French Letters: Children of a Good War by Jack Woodville London
ISBN: 9780990612186 (paperback)
ASIN: B07H9KF9Q5 (Kindle edition)
Publisher: Vire Press
Release Date: November 8, 2018
Four decades after World War II, 1986 is a year of terrorist hijackings, of personal computers and CD players, of AIDS and Miami Vice. It also is a year in which a beloved doctor falls to his death, a Pan Am pilot is shot while trying to foil the takeover of Pan Am flight 73, and when four bitter French widows use their medicines as bets to play poker in their retirement home while a lonely nun observes her vows of silence in an Irish convent. And it is the year when a cache of faded letters is discovered in a cellar, causing Frank Hastings to realize that he is not who he believed he is, and to go in search of his mother.
Author Q & A
8th grade. I was enrolled in a ‘Ready Writing’ competition and won a prize of some kind for a story about someone very like me who somehow fixed up a wrecked sports car, then had lots of adventures in places whose names I misspelled. I was taken by the craft of writing when I read a number of books in which the word choices the authors made were extraordinary. Examples were the romance poem ‘The Eve of St. Agnes’ and ‘The Hound of the Baskervilles’ (“The hound? The hound did nothing.” “Exactly.”)
In my study. I write best in the mornings when I’m alone.
Probably not. I believe that when working on fiction, you should attempt 1000 words a day. I also believe that you should begin by reading what you wrote yesterday, edit and revise it, then move on to a fresh 1000 words. Repeat tomorrow.
I dig out one of several novels that just light my fires. Larry McMurtry teaches creative writing with every sentence. I read almost anything by Evelyn Waugh or Anthony Powell. John Lanchester and Hilary Mantel are creative and inspiring.
A flawed protagonist, a conflict, a solution, then disaster.
a. I thought that there should be a story that reflects three conditions of the cycle (cyclone?) of life: being taken for granted (and attempting revenge); being utterly alone in the world, no matter how many people are around you; and, learning that you really don’t know who you are, then setting out to find out.
b. I found the meanness of the Biblical story of the brothers Jacob and Esau and the things they did to their father to also be timeless. I build a family saga around parents who were not always completely blameless, their friends, their enemies, and their children, creating a story in which there are individual bits that all of us will recognize from our family, friends, or, shudder, ourselves. And, as Jacob and Esau feuded and lied, so do brothers feud and lie today, with lasting consequences. Finally, one of the great narratives of sibling rivalries is the accusation that one of them is not really a sibling at all, but a foundling, a child dug up under a cabbage patch, or a bastard that someone brought home to raise.
Characters are wonderful devices. You can create them, then drop them into nearly any period or event and they will act as such characters would act at any time in history, whether it is ancient Greece, Tudor England, baby boomers in the 1980s, or Trump America.
I hope that the notion comes through that finding out who we are is something each of us must find out for himself or herself; while we may or may not know who our parents are, we almost never know who they were.
How little we really know about our parents.
When drawing complex characters with richly detailed individual lives, it takes a great deal of focus to keep their individual storylines arranged so that they become a part of the real story. There are clues buried in most of the characters’ roles that readers often breeze through as minor details of daily life, then realize some time downstream that they are important pieces of the story.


### TASK DESCRIPTION
Write the following entries out again exactly, skipping each image.

Screenshot grounding data:
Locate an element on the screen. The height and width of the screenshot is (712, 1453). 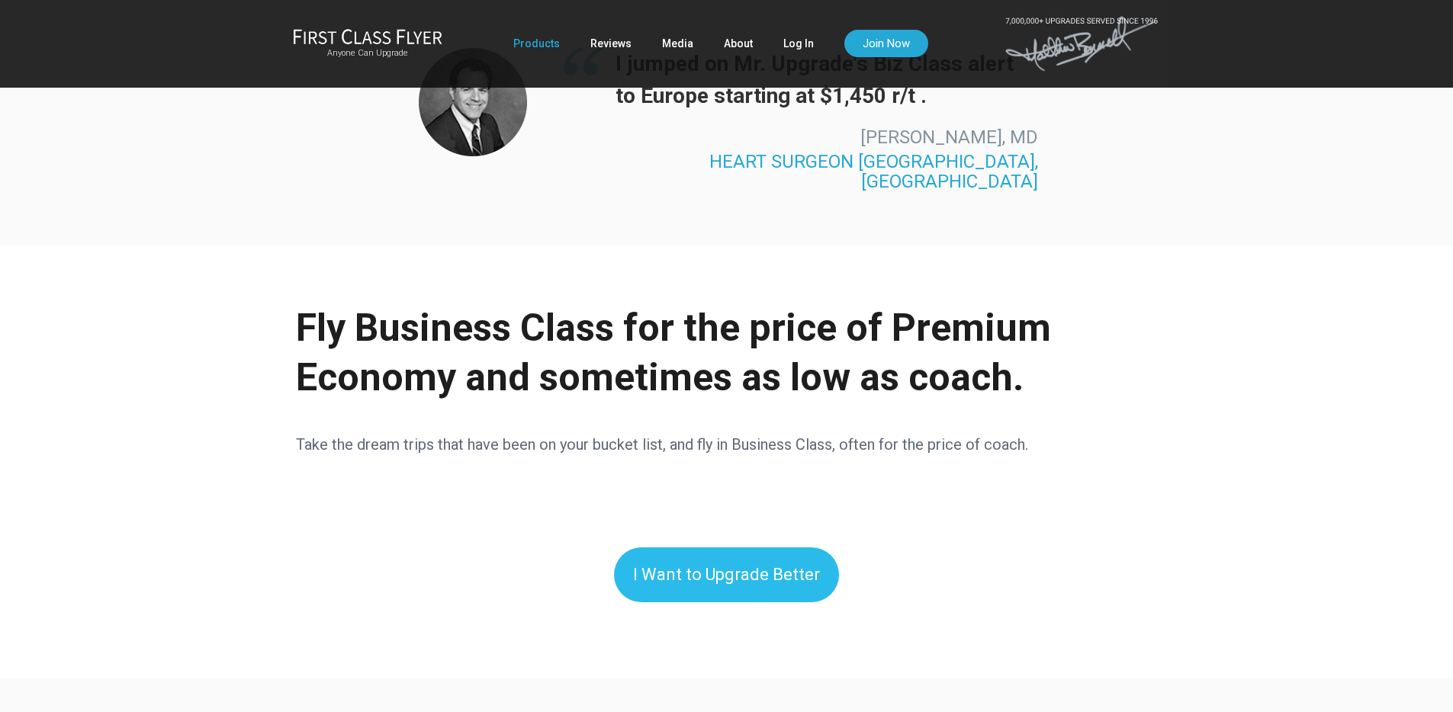
img: Pass is located at coordinates (473, 102).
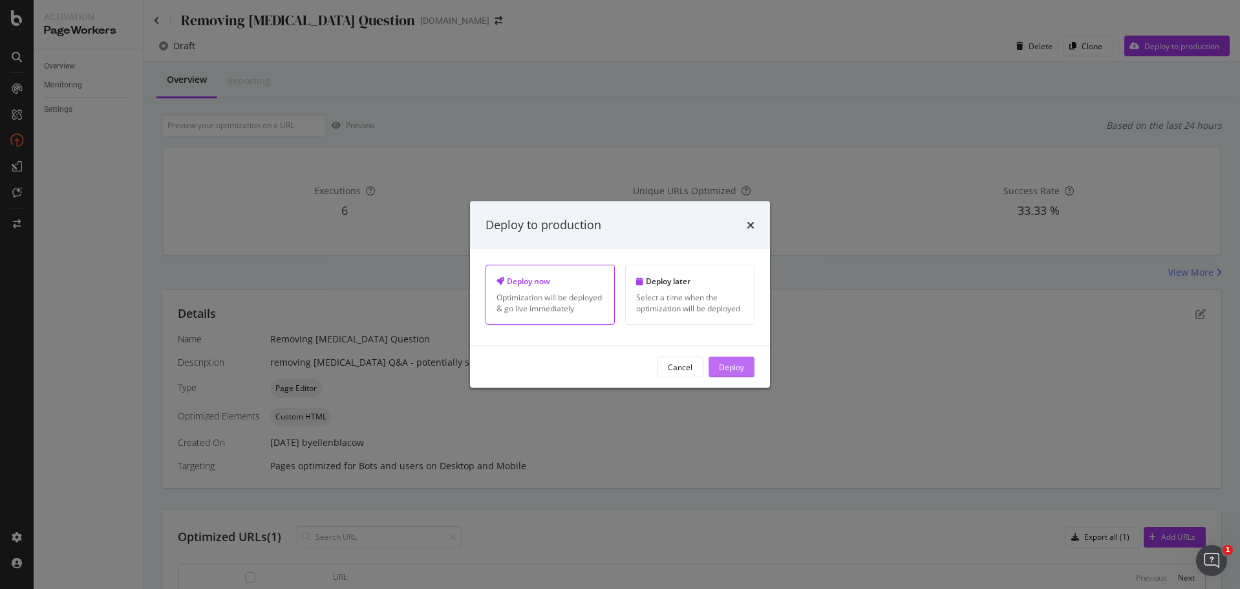  Describe the element at coordinates (690, 303) in the screenshot. I see `div: Select a time when the optimization will be deployed` at that location.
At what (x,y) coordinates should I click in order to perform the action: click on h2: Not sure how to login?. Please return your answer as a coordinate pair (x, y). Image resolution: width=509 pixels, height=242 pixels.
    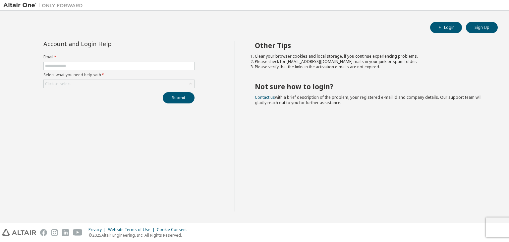
    Looking at the image, I should click on (370, 86).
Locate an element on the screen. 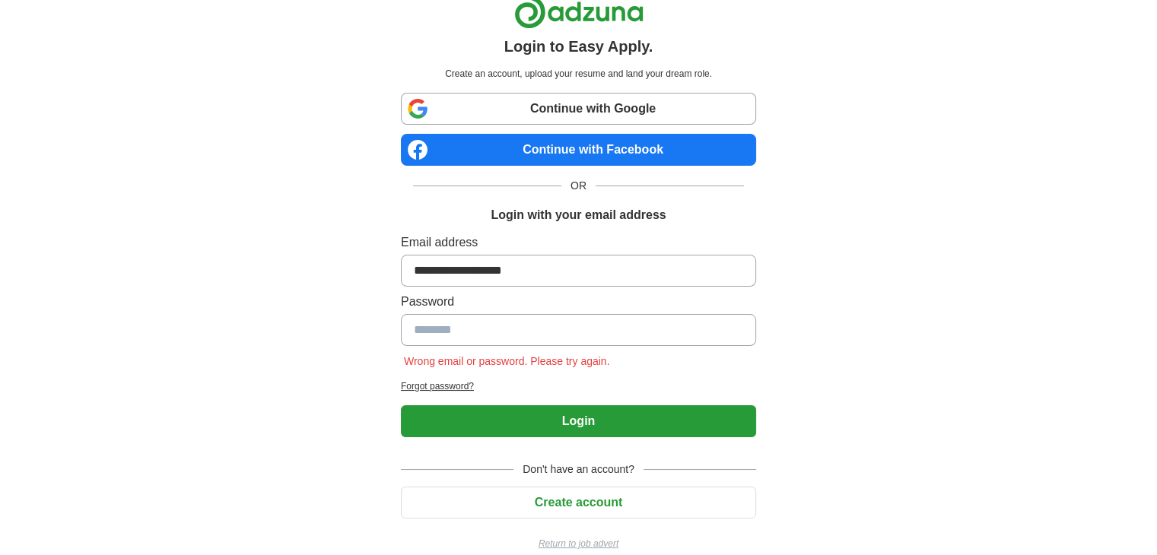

### SOLUTION
Locate an element on the screen. The height and width of the screenshot is (712, 1453). 
img: Pass is located at coordinates (473, 102).
  Describe the element at coordinates (690, 303) in the screenshot. I see `div: Select a time when the optimization will be deployed` at that location.
At what (x,y) coordinates should I click in order to perform the action: click on h2: Not sure how to login?. Please return your answer as a coordinate pair (x, y). Image resolution: width=509 pixels, height=242 pixels.
    Looking at the image, I should click on (370, 86).
Locate an element on the screen. 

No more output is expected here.